Disclaimer, etc. in part 1.

It was quiet in the little security room.

All that could be heard was the faint electronic hum of the video console along the right wall, occasionally punctuated by the sound of a turned page and a muttered curse as playing cards were slapped down on the surface of the small table in the corner.

"Well, well, Mr. Freeze," Remy LeBeau said with a smirk. "Looks like Remy done won again."

Bobby Drake glared at the young man seated across from him. "I've told you not to call me that." His scowl deepened as he watched the former thief—Though I wonder at the 'former', because he certainly just robbed me blind, Bobby mused—stuff his winnings into one of the pockets of his ever-present trench coat.

The dark-haired teen's smirk widened to a grin as he gathered up the cards and began to shuffle them with efficient skill. "Chill out, homme. It's jus' a lil' ol' poker game." With a flick of his wrist, Remy snapped the cards out into a graceful fan. A decidedly predatory gleam entered his ruby colored eyes. "Care to play again, Mr. Freeze? Maybe you win back some o' dat money, no?"

"No, thanks, Remy." Bobby leaned back in his chair and smiled ruefully. "Even I occasionally know when to cut my losses." He reached for the hand-held video game he had discarded earlier when he'd let the crimson-eyed Cajun con him into playing cards. Soon, the blonde-haired man was absorbed in the virtual world of the electronic game. Faint blips and beeps filled the near silence of the room.

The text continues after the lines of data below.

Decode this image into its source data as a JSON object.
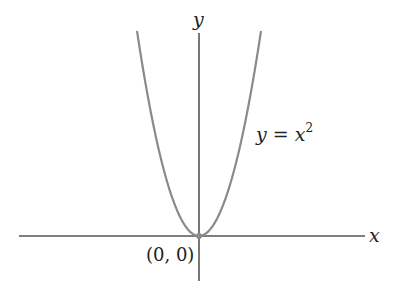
{
  "chart_data": {
    "type": "line",
    "title": "",
    "xlabel": "x",
    "ylabel": "y",
    "series": [
      {
        "name": "y = x^2",
        "label_base": "y = x",
        "label_exp": "2",
        "x": [
          -1.5,
          -1.25,
          -1,
          -0.75,
          -0.5,
          -0.25,
          0,
          0.25,
          0.5,
          0.75,
          1,
          1.25,
          1.5
        ],
        "y": [
          2.25,
          1.5625,
          1,
          0.5625,
          0.25,
          0.0625,
          0,
          0.0625,
          0.25,
          0.5625,
          1,
          1.5625,
          2.25
        ]
      }
    ],
    "annotations": [
      {
        "text": "(0, 0)",
        "x": 0,
        "y": 0,
        "marker": "point"
      }
    ],
    "grid": false,
    "legend": "none",
    "colors": {
      "axis": "#555555",
      "curve": "#8a8a8a",
      "text": "#222222"
    }
  }
}
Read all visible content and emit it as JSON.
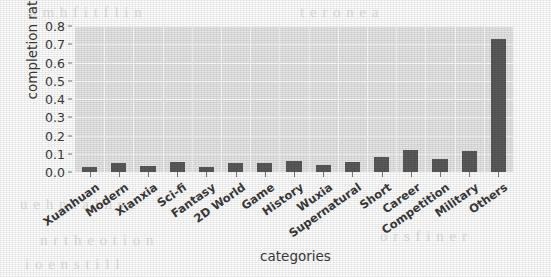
{
  "chart_data": {
    "type": "bar",
    "title": "",
    "xlabel": "categories",
    "ylabel": "completion ratio",
    "categories": [
      "Xuanhuan",
      "Modern",
      "Xianxia",
      "Sci-fi",
      "Fantasy",
      "2D World",
      "Game",
      "History",
      "Wuxia",
      "Supernatural",
      "Short",
      "Career",
      "Competition",
      "Military",
      "Others"
    ],
    "values": [
      0.03,
      0.05,
      0.035,
      0.055,
      0.025,
      0.05,
      0.05,
      0.06,
      0.04,
      0.055,
      0.08,
      0.12,
      0.07,
      0.115,
      0.105
    ],
    "ylim": [
      0.0,
      0.8
    ],
    "yticks": [
      "0.0",
      "0.1",
      "0.2",
      "0.3",
      "0.4",
      "0.5",
      "0.6",
      "0.7",
      "0.8"
    ],
    "ytick_values": [
      0.0,
      0.1,
      0.2,
      0.3,
      0.4,
      0.5,
      0.6,
      0.7,
      0.8
    ],
    "grid": true,
    "legend": false,
    "bar_color": "#5a5a5a",
    "plot_background": "#e6e6e6",
    "gridline_color": "#fbfbfb"
  },
  "overrides": {
    "note": "final bar 'Others' is the tall outlier",
    "others_value": 0.73
  },
  "page_bleed": {
    "lines": [
      "a m  h f   i   t   f  l   i n",
      "   t  e  r   o   n   e   a",
      "u  e   h n  t   a  i   n   s  e",
      "n  r  t  h e   o  t  i  o  n",
      "i o   e    n    s  t  i  l l",
      "o  r   s     f  i  n   e    r"
    ]
  }
}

Remy frowned at the loss of a victim—uh, rather, adversary. Then the sound of a turning page caught his attention. Smiling like the card shark he was, Remy addressed the pale-blue girl quietly reading in the corner. "Dorian, chere, how 'bout you? You wanna play Remy in a nice, friendly game of poker?"

"Not in this lifetime," Dorian Lane snorted, her fingers never pausing as they traveled across the pages of the book in her lap. "The words 'nice', 'friendly' and 'poker' should never be used in the same sentence when you're involved, Remy. Consider it false advertising."

"Aw, chere, you wound poor Remy!"

Dorian smiled slightly. "Liar."

"Come on, Dorian! Jus' one game." The young Cajun tried to infuse his voice with every scrap of charm he possessed. "If you're worried 'bout me drivin' you to da poorhouse, don' worry, chere. We don' have to play for money." His voice turned suggestive. "You're wearin' enough clothes to keep us busy for the rest o' da night."

There was a brief pause in the incessant bleeping of the video game. "LeBeau," Bobby warned. "Thin ice, boy."

Dorian slowly turned towards Remy, her expression incredulous. He had not just asked her to play strip poker. "As…tempting" she spat the word "as that offer might be, I'm afraid I still have to say no."

"But, chere—"

"Remy, I said no," the girl interrupted, her blank violet eyes narrowing slightly. "And for two very good reasons. One, tomorrow I have a test on The Tempest, and if I don't finish reading Act 1 tonight—which is still up for grabs considering that the Bard is a bitch in Braille—I'll fail with flying colors." She turned a page and went back to running her fingertips over paper that was blank but for tiny bumps.

Annoyed at being turned down flat—and for a test, no less!—Remy asked, "And da other reason you won't play wit Remy?"

Dorian shrugged. "I have the feeling the fact that someone is in the process of sneaking onto the property—"

"What?!" Remy and Bobby shouted in unison.

"—would be slightly more important than a poker game," she finished with a small smile.

As one, the two males rushed to the video console and studied the monitors.

"I don't see anyone, Orca," Bobby said, automatically switching to battle mode. "And the motion detectors didn't pick up anything."

"Not a damn thing," Remy agreed. "Dorian, chere, dat radar brain o' yours done gone haywire."

"My powers are working just fine, Gambit. Try running the video feed through an infrared filter."

Bobby punched a few commands into the console. "Still nothing."

"Try thermal."

More typing, then "Bingo. The west quad, two hundred yards from the mansion."

Dorian blinked in surprise. "He's practically at our front door and he didn't set off a single alarm?" She let out a low whistle. "He's good, gotta give him that."

"He's not good," Bobby growled as he headed for the door. "He's goddamn invisible." In the next instant he was outside.

Remy grinned, a dangerous gleam in his eyes. "'Bout time Gambit got some kinda action tonight." He went to follow Iceman, and called back over his shoulder, "Wish me luck, chere."

Dorian, who had gone back to reading, murmured absently, "Luck."